Investment banks long ago expanded their mandate into the world of private equity. Now it would appear that private equity firms are encroaching upon the role that investment banks play as intermediaries in raising capital through the public markets.
For the first time in its history, private equity firm KKR is acting as a joint bookrunner on a US$350m secondary stock offering of
Credit Suisse, Goldman Sachs and UBS have also been enlisted to help line up investors, and pricing of the 10m-share offering is expected for November 15. The line-up would suggest that KKR’s role is ancillary, with the leads doing most of the work and getting the bulk of economics. KKR’s take from the Rockwood secondary is likely to be small – the gross spread is understood to be 4.25%, or about US$14.5m, with KKR taking just US$1.5m.

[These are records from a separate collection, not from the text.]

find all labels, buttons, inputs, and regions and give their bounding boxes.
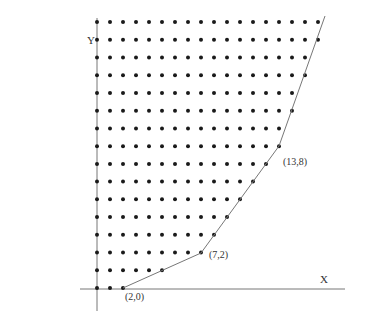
- lattice-point: [212, 162, 216, 166]
- lattice-point: [186, 20, 190, 24]
- lattice-point: [277, 38, 281, 42]
- lattice-point: [134, 56, 138, 60]
- lattice-point: [212, 38, 216, 42]
- vertex-labels: (2,0) (7,2) (13,8): [125, 156, 307, 303]
- lattice-point: [238, 126, 242, 130]
- lattice-point: [95, 91, 99, 95]
- lattice-point: [121, 251, 125, 255]
- boundary-polyline: [123, 16, 325, 288]
- lattice-point: [238, 109, 242, 113]
- lattice-point: [264, 56, 268, 60]
- lattice-point: [121, 73, 125, 77]
- lattice-point: [160, 73, 164, 77]
- lattice-point: [160, 233, 164, 237]
- lattice-point: [121, 144, 125, 148]
- lattice-point: [173, 20, 177, 24]
- lattice-point: [225, 91, 229, 95]
- lattice-point: [264, 20, 268, 24]
- lattice-point: [225, 56, 229, 60]
- lattice-point: [147, 197, 151, 201]
- lattice-point: [95, 109, 99, 113]
- lattice-point: [108, 20, 112, 24]
- lattice-point: [121, 38, 125, 42]
- lattice-point: [173, 180, 177, 184]
- lattice-point: [173, 251, 177, 255]
- lattice-point: [186, 144, 190, 148]
- lattice-point: [225, 109, 229, 113]
- lattice-point: [147, 73, 151, 77]
- lattice-point: [238, 91, 242, 95]
- lattice-point: [121, 233, 125, 237]
- lattice-point: [186, 91, 190, 95]
- lattice-point: [225, 126, 229, 130]
- lattice-point: [95, 73, 99, 77]
- lattice-point: [95, 144, 99, 148]
- lattice-point: [199, 91, 203, 95]
- lattice-point: [238, 56, 242, 60]
- lattice-point: [290, 20, 294, 24]
- lattice-point: [147, 268, 151, 272]
- lattice-point: [290, 91, 294, 95]
- lattice-point: [186, 233, 190, 237]
- vertex-label-7-2: (7,2): [209, 249, 228, 261]
- lattice-point: [160, 197, 164, 201]
- lattice-point: [121, 215, 125, 219]
- lattice-point: [173, 109, 177, 113]
- lattice-point: [225, 73, 229, 77]
- lattice-point: [186, 180, 190, 184]
- lattice-point: [186, 109, 190, 113]
- lattice-point: [95, 56, 99, 60]
- lattice-point: [147, 56, 151, 60]
- lattice-point: [147, 180, 151, 184]
- lattice-point: [199, 162, 203, 166]
- lattice-point: [212, 109, 216, 113]
- lattice-point: [199, 197, 203, 201]
- lattice-point: [212, 73, 216, 77]
- lattice-point: [277, 91, 281, 95]
- lattice-point: [225, 180, 229, 184]
- lattice-point: [186, 162, 190, 166]
- lattice-point: [121, 180, 125, 184]
- lattice-point: [108, 38, 112, 42]
- lattice-point: [186, 126, 190, 130]
- lattice-point: [251, 73, 255, 77]
- lattice-point: [95, 20, 99, 24]
- lattice-point: [134, 91, 138, 95]
- lattice-point: [303, 38, 307, 42]
- lattice-point: [199, 180, 203, 184]
- lattice-point: [108, 180, 112, 184]
- lattice-point: [134, 197, 138, 201]
- lattice-point: [251, 38, 255, 42]
- lattice-point: [251, 56, 255, 60]
- lattice-point: [212, 20, 216, 24]
- lattice-point: [147, 109, 151, 113]
- lattice-point: [134, 73, 138, 77]
- lattice-point: [199, 56, 203, 60]
- lattice-point: [108, 144, 112, 148]
- lattice-point: [264, 126, 268, 130]
- lattice-point: [108, 268, 112, 272]
- lattice-point: [147, 91, 151, 95]
- lattice-point: [251, 91, 255, 95]
- lattice-point: [121, 268, 125, 272]
- lattice-point: [290, 73, 294, 77]
- lattice-point: [121, 197, 125, 201]
- lattice-point: [108, 91, 112, 95]
- lattice-point: [95, 268, 99, 272]
- lattice-point: [147, 215, 151, 219]
- lattice-point: [238, 162, 242, 166]
- y-axis-label: Y: [87, 34, 95, 46]
- lattice-point: [95, 180, 99, 184]
- lattice-point: [134, 20, 138, 24]
- lattice-point: [108, 73, 112, 77]
- lattice-point: [173, 91, 177, 95]
- lattice-point: [225, 38, 229, 42]
- lattice-point: [186, 38, 190, 42]
- lattice-point: [95, 251, 99, 255]
- lattice-point: [186, 215, 190, 219]
- lattice-point: [160, 251, 164, 255]
- lattice-point: [173, 38, 177, 42]
- lattice-point: [121, 56, 125, 60]
- lattice-point: [95, 162, 99, 166]
- lattice-point: [134, 109, 138, 113]
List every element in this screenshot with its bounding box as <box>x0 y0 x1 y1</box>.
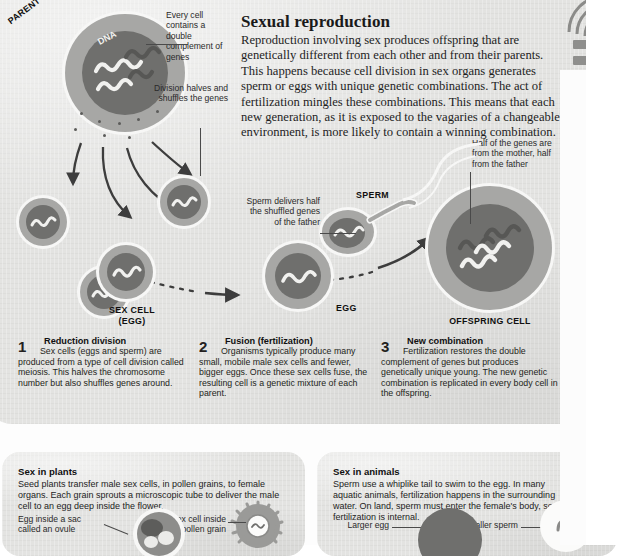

But KKR’s move to expand into capital markets comes at a particularly difficult time. Investment banks and private equity have long had a symbiotic relationship in advising, funding and sourcing M&A transactions, a business that is slowing amid a souring credit environment.
In July, when KKR submitted documents for its own US$1.25bn IPO, the firm said that capital markets activities “represent an opportunity to efficiently increase our available investment capital, capture certain financing fees otherwise paid to third parties and earn incremental margins on committed capital”. The firm said it was building its capital markets business in the US, Europe and Asia.
KKR hired Craig Farr, the former co-head of US ECM at Citigroup, in summer 2006 to help co-ordinate investor relations for its permanent financing vehicle, KKR Financial. And the role of KKR Capital Markets, as the group is known, has clearly expanded.
In addition to monetisations of its own portfolio positions, the group can also help syndicate out a portion of the equity commitments on buyouts to its LPs and mutual funds.
Farr, who is well-versed in convertible bond origination, has also more recently been integral in structuring investments in Sun Microsystems and Harman International in the form of convertible bonds that gave it seats on the boards of public companies.